Loading Events
  • This event has passed.

Daniel Brush: An Edifying Journey

24 May 2023 - 2 October 2023

Free

EVENT DESCRIPTION

L’ÉCOLE Asia Pacific, School of Jewelry Arts presents its sixth exhibition “Daniel Brush, An Edifying Journey: Gold, Aluminum, Steel”, showcasing creations of the late American-born Contemporary artist Daniel Brush that are first shown to the public worldwide. “With the School’s mission to introduce diverse forms of jewelry arts to everyone, we are excited to be the first in Asia to hold an exhibition of Daniel Brush who had truly demonstrated one’s creativity, devotion in the making and passions of art, all to the fullest extent.” said Élise Gonnet-Pon, Managing Director of L’ÉCOLE Asia Pacific, School of Jewelry Arts.

To the world of jewelry, Daniel Brush’s creations are pure poems of light, consummate objects of contemplation. We may wonder about the wearability or the finality of some of his pieces, but this is only because we must see them as more than jewels, as the spiritual quintessence of the jewel. In the artist’s own words: “Jewelry is a vehicle to get closer to the gods, a conduit to allow dreams into our lives, into the maze of it all.” By the simple act of donning one of his rings, necklaces, or bracelets, the wearer adorns him or herself with the metal’s luminous spirit.

This path to the gods by way of the magic of stones and metals—the soul of the earth—and that of the jeweler’s hand began first and foremost as a journey of a poet in love. Daniel Brush encountered his muse at the Carnegie Institute of Technology (now Carnegie Mellon), and his search for a wedding band led him to jewelry. Inspiration beyond that of the sentimental variety also guided his work, such as his astounding discovery of a gold Etruscan bowl at the Victoria & Albert Museum when he was only thirteen. The granulation technique used in the piece set him on the trail of ancient savoir-faire. And although he may have been self-taught, that in no way prevented him from excelling at and pioneering in this area. Whatever the material or technique, his hand sought a level of perfection that would render it invisible.

Philosophical or alchemical in nature, his thought process around metals brought him to confront three of them: gold, aluminum, and steel. The exhibition is organized around his experimentations. While he discovered ancient goldworking techniques by his own means, his techniques for working aluminum and steel were experimental. Once considered precious, the metals had fallen out of favor in jewelry. Nothing could have pleased Daniel Brush more than to resurrect these forgotten metals and deploy them with technical asceticism, all the while continuing to explore and nourish his vision through a wide range of sources including medieval objects and armor, Japanese metalwork, and Napoleonic travel cases, among others.

ABOUT THE ARTIST / ORGANISER

Daniel Brush, revered American artist-goldsmith, painter, sculptor, philosopher, engineer and enigma was not so much a Renaissance man as a modern-day alchemist. Secluded in his Manhattan loft, with his wife, Olivia, also an artist, as his constant companion and collaborator, secreted in a labyrinth of the myriad antique turning lathes, and guilloche-engraving machines that he collected, Brush practiced the ancient, noble art of the goldsmith, fusing art and science, with poetry and philosophy.

Born in Cleveland Ohio in 1947, his mother an artist, his father a businessman, Brush won a scholarship to art school, the Carnegie Institute of Technology, Pittsburgh, where he met Olivia; his first foray into jewelry was making Olivia’s wedding ring. After graduate school, he was a professor at Georgetown University, teaching art philosophy.

He had been painting for some years, when, in 1978, he and Olivia moved to New York City to focus on his work as an artist, and, he says he simply carried on from that point, every day just the same.

Throughout his work, Daniel Brush has transformed all our perceptions and dispelled our preconceptions of jewelry, challenging us to re-think our understanding of the jewel, its role, decorative, emotional or talismanic, its place in our lives today, its relationship to the body, to femininity, to fashion and fabrics.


### What you will do
Return the records as they stand. No picture is to be included.

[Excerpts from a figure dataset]
######

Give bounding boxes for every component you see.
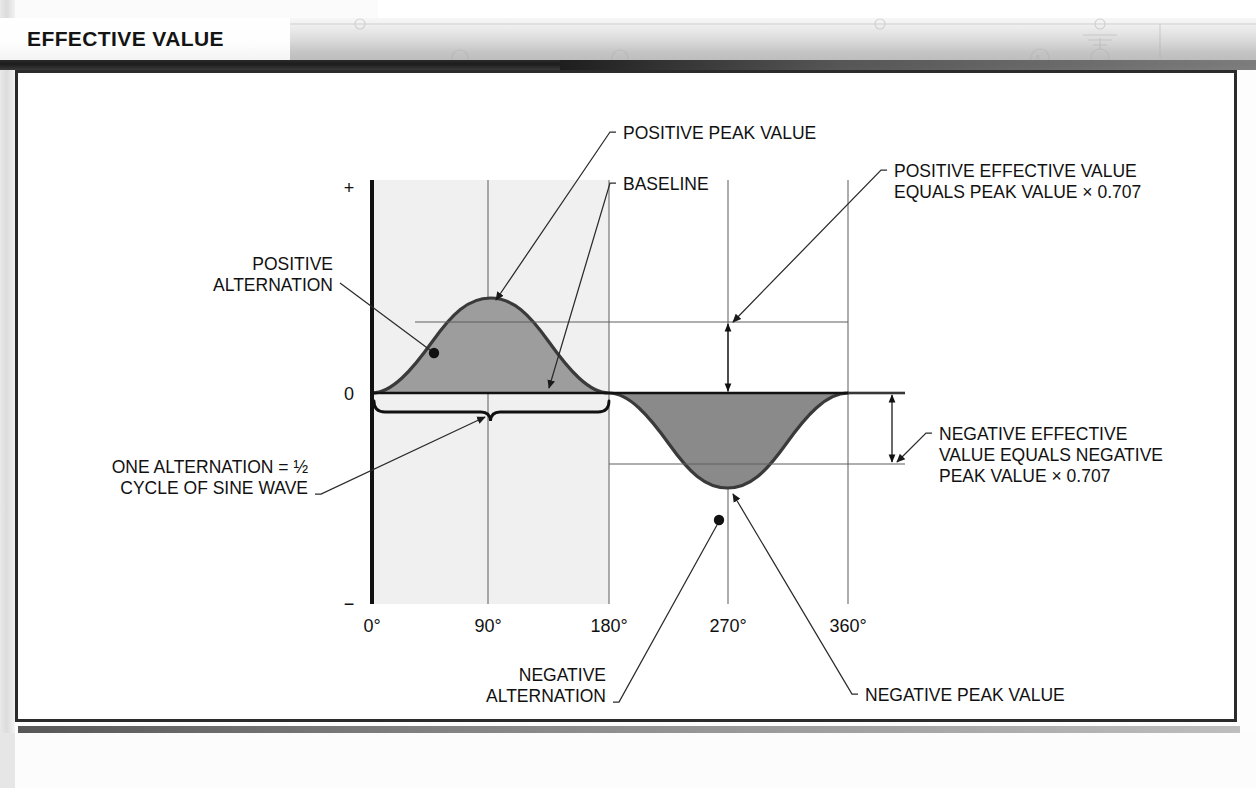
positive-peak-label: POSITIVE PEAK VALUE — [623, 123, 816, 143]
title-plate: EFFECTIVE VALUE — [0, 18, 290, 60]
page-top-white-strip — [378, 0, 1256, 18]
x-tick-0: 0° — [363, 616, 380, 636]
negative-alternation-label-1: NEGATIVE — [519, 665, 606, 685]
one-alternation-label-2: CYCLE OF SINE WAVE — [120, 478, 308, 498]
negative-peak-callout: NEGATIVE PEAK VALUE — [733, 494, 1065, 705]
negative-alternation-fill — [609, 393, 848, 488]
page-bottom-left-margin — [0, 733, 15, 788]
y-axis-negative-label: − — [344, 594, 355, 614]
page-title: EFFECTIVE VALUE — [27, 27, 224, 51]
positive-effective-label-2: EQUALS PEAK VALUE × 0.707 — [894, 182, 1141, 202]
x-tick-180: 180° — [590, 616, 627, 636]
banner-rule-gradient — [560, 60, 1256, 70]
content-frame-shadow — [18, 726, 1240, 733]
page-left-margin — [0, 0, 15, 788]
negative-effective-label-2: VALUE EQUALS NEGATIVE — [939, 445, 1163, 465]
positive-alternation-label-2: ALTERNATION — [213, 275, 333, 295]
positive-alternation-dot — [429, 348, 439, 358]
x-tick-90: 90° — [474, 616, 501, 636]
one-alternation-label-1: ONE ALTERNATION = ½ — [112, 457, 309, 477]
y-axis-zero-label: 0 — [344, 384, 354, 404]
negative-alternation-label-2: ALTERNATION — [486, 686, 606, 706]
negative-effective-label-1: NEGATIVE EFFECTIVE — [939, 424, 1127, 444]
page-top-left-notch — [0, 0, 378, 18]
svg-text:A: A — [1034, 53, 1042, 60]
negative-effective-label-3: PEAK VALUE × 0.707 — [939, 466, 1110, 486]
positive-effective-callout: POSITIVE EFFECTIVE VALUE EQUALS PEAK VAL… — [733, 161, 1141, 322]
negative-effective-callout: NEGATIVE EFFECTIVE VALUE EQUALS NEGATIVE… — [897, 424, 1163, 486]
x-tick-360: 360° — [829, 616, 866, 636]
effective-value-diagram: + 0 − 0° 90° 180° 270° 360° POSITIVE PEA… — [15, 70, 1237, 722]
positive-effective-label-1: POSITIVE EFFECTIVE VALUE — [894, 161, 1137, 181]
y-axis-positive-label: + — [344, 178, 355, 198]
baseline-label: BASELINE — [623, 174, 709, 194]
negative-alternation-dot — [714, 515, 724, 525]
negative-peak-label: NEGATIVE PEAK VALUE — [865, 685, 1065, 705]
page-bottom-area — [0, 733, 1256, 788]
x-tick-270: 270° — [709, 616, 746, 636]
positive-alternation-label-1: POSITIVE — [252, 254, 333, 274]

######

### Final answer
Give bounding boxes for every component you see.
positive-peak-label: POSITIVE PEAK VALUE — [623, 123, 816, 143]
title-plate: EFFECTIVE VALUE — [0, 18, 290, 60]
page-top-white-strip — [378, 0, 1256, 18]
x-tick-0: 0° — [363, 616, 380, 636]
negative-alternation-label-1: NEGATIVE — [519, 665, 606, 685]
one-alternation-label-2: CYCLE OF SINE WAVE — [120, 478, 308, 498]
negative-peak-callout: NEGATIVE PEAK VALUE — [733, 494, 1065, 705]
negative-alternation-fill — [609, 393, 848, 488]
page-bottom-left-margin — [0, 733, 15, 788]
y-axis-negative-label: − — [344, 594, 355, 614]
page-title: EFFECTIVE VALUE — [27, 27, 224, 51]
positive-effective-label-2: EQUALS PEAK VALUE × 0.707 — [894, 182, 1141, 202]
x-tick-180: 180° — [590, 616, 627, 636]
banner-rule-gradient — [560, 60, 1256, 70]
content-frame-shadow — [18, 726, 1240, 733]
page-left-margin — [0, 0, 15, 788]
negative-effective-label-2: VALUE EQUALS NEGATIVE — [939, 445, 1163, 465]
positive-alternation-label-2: ALTERNATION — [213, 275, 333, 295]
positive-alternation-dot — [429, 348, 439, 358]
x-tick-90: 90° — [474, 616, 501, 636]
one-alternation-label-1: ONE ALTERNATION = ½ — [112, 457, 309, 477]
y-axis-zero-label: 0 — [344, 384, 354, 404]
negative-alternation-label-2: ALTERNATION — [486, 686, 606, 706]
negative-effective-label-1: NEGATIVE EFFECTIVE — [939, 424, 1127, 444]
page-top-left-notch — [0, 0, 378, 18]
svg-text:A: A — [1034, 53, 1042, 60]
negative-effective-label-3: PEAK VALUE × 0.707 — [939, 466, 1110, 486]
positive-effective-callout: POSITIVE EFFECTIVE VALUE EQUALS PEAK VAL… — [733, 161, 1141, 322]
negative-effective-callout: NEGATIVE EFFECTIVE VALUE EQUALS NEGATIVE… — [897, 424, 1163, 486]
x-tick-360: 360° — [829, 616, 866, 636]
effective-value-diagram: + 0 − 0° 90° 180° 270° 360° POSITIVE PEA… — [15, 70, 1237, 722]
positive-effective-label-1: POSITIVE EFFECTIVE VALUE — [894, 161, 1137, 181]
y-axis-positive-label: + — [344, 178, 355, 198]
baseline-label: BASELINE — [623, 174, 709, 194]
negative-alternation-dot — [714, 515, 724, 525]
negative-peak-label: NEGATIVE PEAK VALUE — [865, 685, 1065, 705]
page-bottom-area — [0, 733, 1256, 788]
x-tick-270: 270° — [709, 616, 746, 636]
positive-alternation-label-1: POSITIVE — [252, 254, 333, 274]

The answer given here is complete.